Information about the Aspen Ideas Festival is here. I am scheduled for a session, The American Wellness Paradox, currently scheduled from 11:00-11:50 a.m., at the East Lawn Tent. This will be a discussion with senior HHS policy advisor, Calley Means. Here’s the blurb on it: “Americans are spending more than ever on healthcare, supplements, wellness trends, and “clean eating,” yet rates of chronic disease and metabolic illness continue to climb. As skepticism fuels the rise of movements like MAHA, debates over what Americans should eat have become deeply cultural, political, and economic. Two influential voices with sharply different perspectives on nutrition and food science explore how food systems, farming practices, consumer culture, and the wellness industry collided to create one of the defining public health debates of our time.”
Misleading marketing of the week: maple syrup of all things
My colleague Lisa Sasson, who is a member of the Academy of Nutrition and Dietetics (formerly the American Dietetic Association), sent me a copy of its September 11 newsletter. This, she pointed out, contains this advertisement for Canadian maple syrup.

Maple syrup, delicious as it is, is basically sugar(s) in liquid form.
But “health and performance benefits”? They have to be kidding. I clicked on Give it a turn!
The first thing up: “Pure Maple Syrup is packed with nutritional benefits.”
Oh come on. We’re talking sugars here.
But the hype continues:
- Pure maple syrup from Canada contains vitamins and minerals – at approximately 110 calories per serving (2 tablespoons). It is an excellent source of manganese and a good source of riboflavin. Pure maple syrup is also a source of calcium, thiamin, potassium, and copper.
- Scientists have identified more than 67 different plant compounds, or polyphenols, nine of which are unique to pure maple syrup. One of these polyphenols, named Quebecol, naturally forms when the sap is boiled to produce maple syrup.
I went to the USDA’s food composition database to see what it says about maple syrup. Its figures are pretty close to what’s given in this ad, but so what? Manganese and riboflavin are hardly nutrients of concern in American diets—many foods have plenty—and all the other nutrients listed are in too small amounts to bother to count.
But it continues:
Maple Syrup for Fitness
- Pure maple syrup can be a natural endurance booster for athletes because it is made primarily of carbohydrates. Since carbohydrates are the primary fuel for the body, it can help give athletes the energy they need. Use in homemade sports drinks and energy snacks for a readily available supply of energy that helps maintain your stamina.
- Pure Maple syrup contains manganese, which may help support healthy muscles.
Translation: Eat sugar!
Manganese is present in a wide variety of foods, including whole grains, clams, oysters, mussels, nuts, soybeans and other legumes, rice, leafy vegetables, coffee, tea, and many spices, such as black pepper [1,2,5,10,11]. Drinking water also contains small amounts of manganese at concentrations of 1 to 100 mcg/L [5]. The top sources of manganese in the diets of U.S. adults are grain products, tea, and vegetables [4].
Maple syrup is delicious and I love it, but it is not a health food and should not be advertised to dietitians as such. The ad is misleading and makes the Academy look like it’s not on top of efforts to mislead its members.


*Your objective*. Wherever a line in the data below holds "Residences", copy that line.

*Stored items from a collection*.
========================
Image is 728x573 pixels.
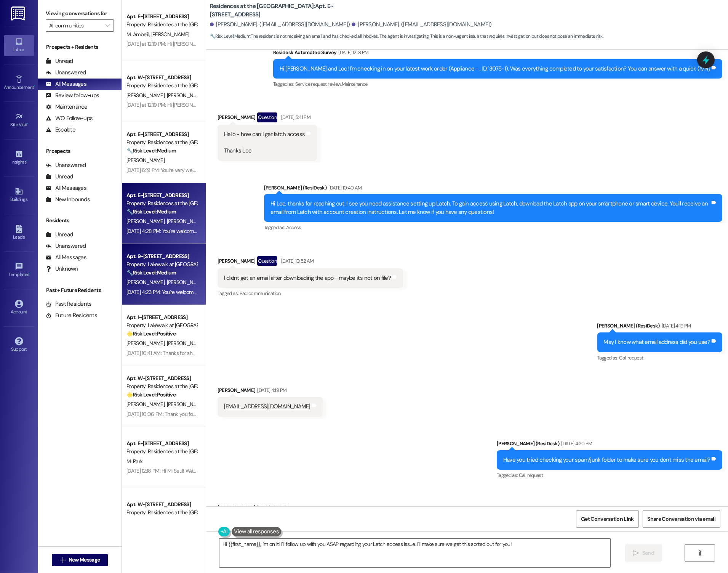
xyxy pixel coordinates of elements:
span: [PERSON_NAME] [126,279,167,286]
span: Share Conversation via email [648,515,716,523]
div: [DATE] 4:20 PM [559,440,592,448]
a: Leads [4,223,34,243]
span: [PERSON_NAME] [126,401,167,408]
div: WO Follow-ups [46,115,92,122]
div: Escalate [46,126,76,134]
div: [PERSON_NAME] [217,504,346,514]
span: • [28,121,28,126]
div: [PERSON_NAME] [217,256,403,268]
span: [PERSON_NAME] [126,340,167,347]
div: Maintenance [46,103,87,111]
div: Apt. E~[STREET_ADDRESS] [126,440,197,448]
div: [PERSON_NAME] (ResiDesk) [264,184,722,195]
b: Residences at the [GEOGRAPHIC_DATA]: Apt. E~[STREET_ADDRESS] [210,2,362,19]
div: Unread [46,231,73,239]
div: Hi Loc, thanks for reaching out. I see you need assistance setting up Latch. To gain access using... [271,200,710,216]
div: Unanswered [46,69,86,76]
div: [PERSON_NAME]. ([EMAIL_ADDRESS][DOMAIN_NAME]) [210,21,350,28]
i:  [633,551,639,556]
div: Tagged as: [497,470,722,481]
span: [PERSON_NAME] [167,279,204,286]
div: [DATE] 4:19 PM [255,386,287,394]
span: Send [642,549,654,557]
a: Account [4,297,34,318]
div: [DATE] 4:28 PM: You're welcome, Loc! [126,228,208,235]
a: [EMAIL_ADDRESS][DOMAIN_NAME] [224,403,310,410]
span: • [30,271,31,276]
img: ResiDesk Logo [11,7,27,21]
div: Tagged as: [273,79,722,90]
span: [PERSON_NAME] [167,401,204,408]
button: Send [625,545,662,562]
div: Hi [PERSON_NAME] and Loc! I'm checking in on your latest work order (Appliance - , ID: '3075-1). ... [280,65,710,73]
span: [PERSON_NAME] [126,519,164,526]
div: Future Residents [46,312,97,319]
span: [PERSON_NAME] [126,92,167,99]
div: [PERSON_NAME] [217,112,317,125]
i:  [60,557,66,563]
div: I didn't get an email after downloading the app - maybe it's not on file? [224,274,391,282]
span: • [26,158,28,164]
span: [PERSON_NAME] [126,218,167,225]
div: [DATE] 4:23 PM [255,504,287,512]
strong: 🔧 Risk Level: Medium [126,208,176,215]
div: Property: Residences at the [GEOGRAPHIC_DATA] [126,448,197,456]
span: M. Ambelil [126,31,151,37]
span: Call request [519,472,543,478]
div: Apt. E~[STREET_ADDRESS] [126,131,197,138]
span: M. Park [126,458,142,465]
div: Unread [46,173,73,181]
a: Support [4,335,34,355]
strong: 🌟 Risk Level: Positive [126,331,176,337]
div: [DATE] 10:40 AM [326,184,362,192]
a: Inbox [4,35,34,56]
div: Apt. 9~[STREET_ADDRESS] [126,252,197,260]
div: Tagged as: [217,287,403,299]
div: [DATE] 4:19 PM [659,322,691,330]
span: • [34,83,35,89]
strong: 🔧 Risk Level: Medium [126,270,176,276]
span: New Message [69,556,100,564]
div: Property: Lakewalk at [GEOGRAPHIC_DATA] [126,322,197,329]
div: Unanswered [46,242,86,250]
a: Buildings [4,185,34,206]
div: [PERSON_NAME] (ResiDesk) [497,440,722,451]
div: Unknown [46,265,78,273]
strong: 🔧 Risk Level: Medium [210,33,251,40]
div: Apt. E~[STREET_ADDRESS] [126,192,197,199]
button: Get Conversation Link [576,510,638,528]
div: Property: Residences at the [GEOGRAPHIC_DATA] [126,138,197,147]
div: [PERSON_NAME]. ([EMAIL_ADDRESS][DOMAIN_NAME]) [352,21,492,28]
div: Review follow-ups [46,92,99,99]
div: Have you tried checking your spam/junk folder to make sure you don't miss the email? [503,456,710,464]
div: Property: Residences at the [GEOGRAPHIC_DATA] [126,383,197,390]
div: [DATE] 4:23 PM: You're welcome. Should you have other concerns, please feel free to reach out. Ha... [126,289,386,296]
div: Apt. W~[STREET_ADDRESS] [126,74,197,82]
div: Property: Lakewalk at [GEOGRAPHIC_DATA] [126,260,197,268]
div: Property: Residences at the [GEOGRAPHIC_DATA] [126,509,197,517]
div: Tagged as: [597,352,722,363]
textarea: Hi {{first_name}}, I'm on it! I'll follow up with you ASAP regarding your Latch access issue. I'l... [219,539,610,567]
div: Past + Future Residents [38,286,121,294]
span: [PERSON_NAME] [167,92,204,99]
div: Prospects [38,147,121,156]
div: Prospects + Residents [38,43,121,51]
a: Insights • [4,147,34,168]
div: Question [257,112,278,122]
div: [DATE] 10:06 PM: Thank you for your message. Our offices are currently closed, but we will contac... [126,410,591,417]
div: Past Residents [46,300,92,308]
div: All Messages [46,80,86,88]
span: Call request [619,355,643,361]
span: [PERSON_NAME] [126,157,164,164]
div: Apt. W~[STREET_ADDRESS] [126,374,197,383]
div: [DATE] 10:52 AM [280,257,314,265]
span: : The resident is not receiving an email and has checked all inboxes. The agent is investigating.... [210,33,603,40]
input: All communities [49,20,102,31]
div: Property: Residences at the [GEOGRAPHIC_DATA] [126,21,197,28]
strong: 🔧 Risk Level: Medium [126,147,176,154]
div: [DATE] 5:41 PM [280,113,310,121]
div: Apt. E~[STREET_ADDRESS] [126,12,197,21]
div: Apt. W~[STREET_ADDRESS] [126,501,197,509]
div: [PERSON_NAME] [217,386,323,397]
div: [PERSON_NAME] (ResiDesk) [597,322,722,333]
========================
*Task result*.
b: Residences at the [GEOGRAPHIC_DATA]: Apt. E~[STREET_ADDRESS] [210,2,362,19]
div: Property: Residences at the [GEOGRAPHIC_DATA] [126,448,197,456]
div: Property: Residences at the [GEOGRAPHIC_DATA] [126,138,197,147]
div: Property: Residences at the [GEOGRAPHIC_DATA] [126,383,197,390]
div: Property: Residences at the [GEOGRAPHIC_DATA] [126,509,197,517]
div: Property: Residences at the [GEOGRAPHIC_DATA] [126,21,197,28]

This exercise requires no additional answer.